I like it Al, great idea, I think it will work on a gasifier too.
I’ve been watching this guy. Probably everybody has. He has 760K subscribers. A lot of useful stuff and some not so much.
I hope you never need to use this trick cause it means your working on a ford, but after an hour of swinging a tire hammer the last resort came out to remove this stuck wheel
I hear you, Been there done that!
Here I thought you just sprayed it with penetrating oil, put the wheel back on with hand tightened nuts and drove down a bumpy road.
Personal rig yes I have done that before, company rig they frown upon activities like that specially Department of Transportation
Perhaps to make it easier for next time a guy could drill and tap two holes through the rim? Perhaps weld on nuts if the rim is too thin? But it might look kinda weird.
Rindert
Last fall I had to change the brakes on my wifes Nissan Rogue. Car only logs about 5-6 K a year and the wheels had never been off in 7 years. I guess they were glued on with some rust. Usually a couple of kicks to the tire will break a wheel loose. I beat on all of the tires, inside and out with a sledge to no avail. Finally had to heat them up to get them to break loose. I cut a piece of weed cloth to put between the wheel and the disk before I put the wheels back on.
THAT sounds like a winner-of the week for kicks and tricks.There aint no shortage of salt up here in michigan-NICE ONE.

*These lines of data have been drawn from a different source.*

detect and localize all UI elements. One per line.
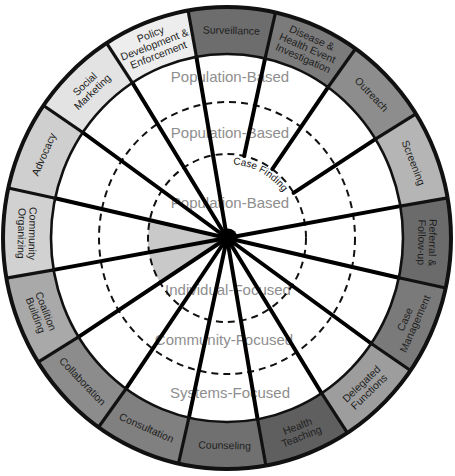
label-community-organizing: CommunityOrganizing	[15, 207, 39, 261]
center-hub-dot	[219, 229, 238, 248]
population-based-label-outer: Population-Based	[171, 68, 289, 85]
label-counseling: Counseling	[198, 438, 251, 451]
individual-focused-label: Individual-Focused	[165, 281, 291, 298]
community-focused-label: Community-Focused	[155, 331, 293, 348]
label-referral-follow-up: Referral &Follow-up	[415, 219, 439, 267]
population-based-label-middle: Population-Based	[171, 124, 289, 141]
case-finding-label: Case Finding	[233, 155, 290, 193]
public-health-intervention-wheel: Population-Based Population-Based Popula…	[0, 0, 455, 476]
spoke-case-finding	[294, 139, 376, 193]
systems-focused-label: Systems-Focused	[170, 384, 290, 401]
label-surveillance: Surveillance	[203, 23, 261, 36]
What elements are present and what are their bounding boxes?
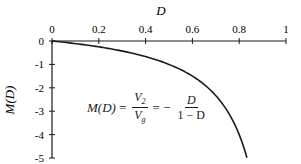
formula-equals-2: = − [153,100,171,116]
y-tick-label: -4 [35,129,45,141]
x-tick-label: 1 [283,23,289,35]
formula-equals-1: = [119,100,126,116]
formula-ratio-numerator: V2 [132,91,147,108]
formula-annotation: M(D) = V2 Vg = − D 1 − D [87,91,210,125]
y-tick-label: -5 [35,152,45,164]
x-tick-label: 0.4 [139,23,153,35]
y-axis-title: M(D) [2,86,17,116]
x-tick-label: 0.8 [232,23,246,35]
formula-duty-numerator: D [185,94,198,108]
y-tick-label: -2 [35,82,44,94]
formula-voltage-ratio: V2 Vg [132,91,147,125]
y-tick-label: 0 [39,35,45,47]
x-tick-label: 0 [49,23,55,35]
formula-ratio-denominator: Vg [132,108,147,124]
chart-canvas: 00.20.40.60.81 0-1-2-3-4-5 D M(D) [0,0,301,164]
x-axis-title: D [155,3,166,18]
y-tick-label: -1 [35,58,44,70]
formula-duty-fraction: D 1 − D [176,94,207,121]
formula-lhs: M(D) [87,100,116,116]
y-tick-label: -3 [35,105,45,117]
x-tick-label: 0.2 [92,23,106,35]
formula-duty-denominator: 1 − D [176,108,207,121]
x-tick-label: 0.6 [186,23,200,35]
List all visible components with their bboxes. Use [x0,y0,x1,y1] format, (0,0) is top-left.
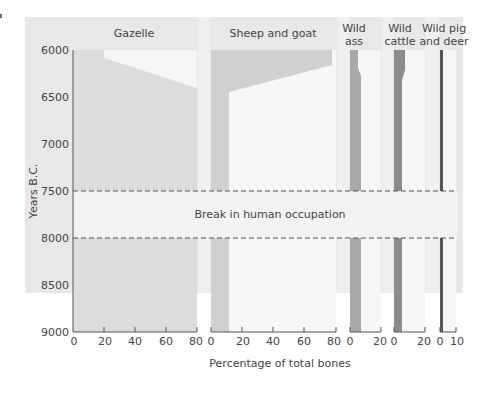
bullet-mark [0,14,2,18]
x-tick: 20 [417,335,431,348]
x-tick: 20 [236,335,250,348]
x-tick: 0 [437,335,444,348]
gutter [198,17,210,293]
y-tick: 9000 [41,326,69,339]
x-tick: 20 [98,335,112,348]
gutter [426,17,439,293]
x-tick: 20 [373,335,387,348]
wild-pig-title-1: Wild pig [422,22,466,35]
y-tick: 6000 [41,44,69,57]
x-tick: 0 [391,335,398,348]
x-tick: 0 [71,335,78,348]
x-tick: 40 [266,335,280,348]
bone-percentage-chart: Break in human occupation 6000 6500 7000… [0,0,488,393]
x-tick: 0 [347,335,354,348]
y-tick: 8500 [41,279,69,292]
sheep-goat-title: Sheep and goat [230,27,318,40]
x-tick: 60 [159,335,173,348]
wild-ass-title-1: Wild [342,22,366,35]
y-tick: 8000 [41,232,69,245]
x-tick: 10 [450,335,464,348]
y-axis-label: Years B.C. [27,164,40,220]
x-tick: 80 [189,335,203,348]
wild-cattle-title-1: Wild [388,22,412,35]
break-label: Break in human occupation [194,208,345,221]
y-tick: 6500 [41,91,69,104]
y-tick: 7500 [41,185,69,198]
x-axis-label: Percentage of total bones [209,357,351,370]
wild-pig-title-2: and deer [419,35,469,48]
x-tick: 80 [327,335,341,348]
x-tick: 0 [208,335,215,348]
wild-ass-title-2: ass [345,35,363,48]
gazelle-title: Gazelle [114,27,155,40]
gutter [337,17,349,293]
x-tick: 40 [128,335,142,348]
x-tick: 60 [297,335,311,348]
gutter [382,17,393,293]
x-tick-labels: 0 20 40 60 80 0 20 40 60 80 0 20 0 20 0 … [71,335,465,348]
wild-cattle-title-2: cattle [384,35,415,48]
y-tick: 7000 [41,138,69,151]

The drive around with loosened lug nut as Marcus clearly said out on ROADS is dangerous. And Illegal.
Here’s how to do this.
Air down the tires for more rolling resistance drag.
Back off the lug nuts. Lightly retighten. Only then loosen a set amount like one-turn. Maybe two turns.
Slowly do your counter reversing circles turning in a driveway; on a frozen or drought dried lawn; a shop parking lot. Just as soon as the wheel does pop loose then you must STOP; re-tighten to get it back into the shop.
Any length of driving loose WILL damage your lug studs. Damage your wheel nuts. Damage your wheels nuts pocket holes.
Cussing the roads departments bowing to “the people” who insist on snow melted clear roads will at least let your anger out.
Now salty water coastal . . . gonna curse God?
Accept the fact if you do not have those wheels off-and on twice a year to be wire brushed and surfaces sprayed you-the-one who was slacked off.
Buying and using a good separate set of winter snow/ice wheels and tires give you this twice a year excuse.
Front and back wheels and tire rotation to keep the all-wheel-drive power systems happy is another good reason to twice a year on-and-off your wheels to clean and respray.
S.U.
I toltally agree-That actually sounds safe enough to do without like said damage the wheels and studs- maybe a real short dirt road by my house one drive way over- then carry a lug wrench when the wheel pops loose from rusted on,THAT is much safer than the crazy police chase reckless driving episodes.
MY wire feed welder quit on my old snap on- mig welder ya212 machine–The circuit board inside i think quit because i bypassed it with a 24 volt same as my wire feed motor-DC pwm type motor speed controler- and it seems to be working better and more steady than what my old controler was working before it quit working.
when i get a 24 volt gas vaulve solinoid in mail along with a 24 volt inverter- i will hook all back together without extra wire for mig gun trigge for the bypass i have hooked up to a battery charger running the wire feed motor.
I have 180 feet of potatoes do dig this year and I’m getting too old and lazy to dig them by hand so I made this potatoe plow out of stuff in my scrap bin. I hope it works.
I haven’t ever used one. It might work if you are in sandy soil, but generally I don’t think your tines are long enough. They are just there to let the dirt and taters separate so the taters end up on top of the ground. Rerod might work, but the protrusions on it might scrape the taters. You can prove me wrong, or someone else can correct me, I am certainly not an expert or trying to criticize.
Wow that looks great. Your workmanship? I’m sure it will work.
I’m right there with you on hating to dig out potatoes Don. This year I tried something new and dug a trench and lined it with weed cloth and then about six inches of soil on that, potato seed and then leaves. I’m hoping to be able to be able to discard the leaves and pull the weed cloth rolling up the potatoes. It’s only a 40 foot row for an experiment. I also have them stuck in every spare bucket, laundry basket and old tote I have.
@madflower69 said “It might work if you are in sandy soil”
Nice work, Don! I bet where you live the soil IS on the sandy side!
You are right Mike. I plan to remove all the vines and wait until the soil is dry before trying it. I will try and video the results as long as the results don’t embarass
me too much.
That looks like something my great uncle made in Netherlands back in the 1920s. His grand children were still using it in 1981 when I was there. It worked great.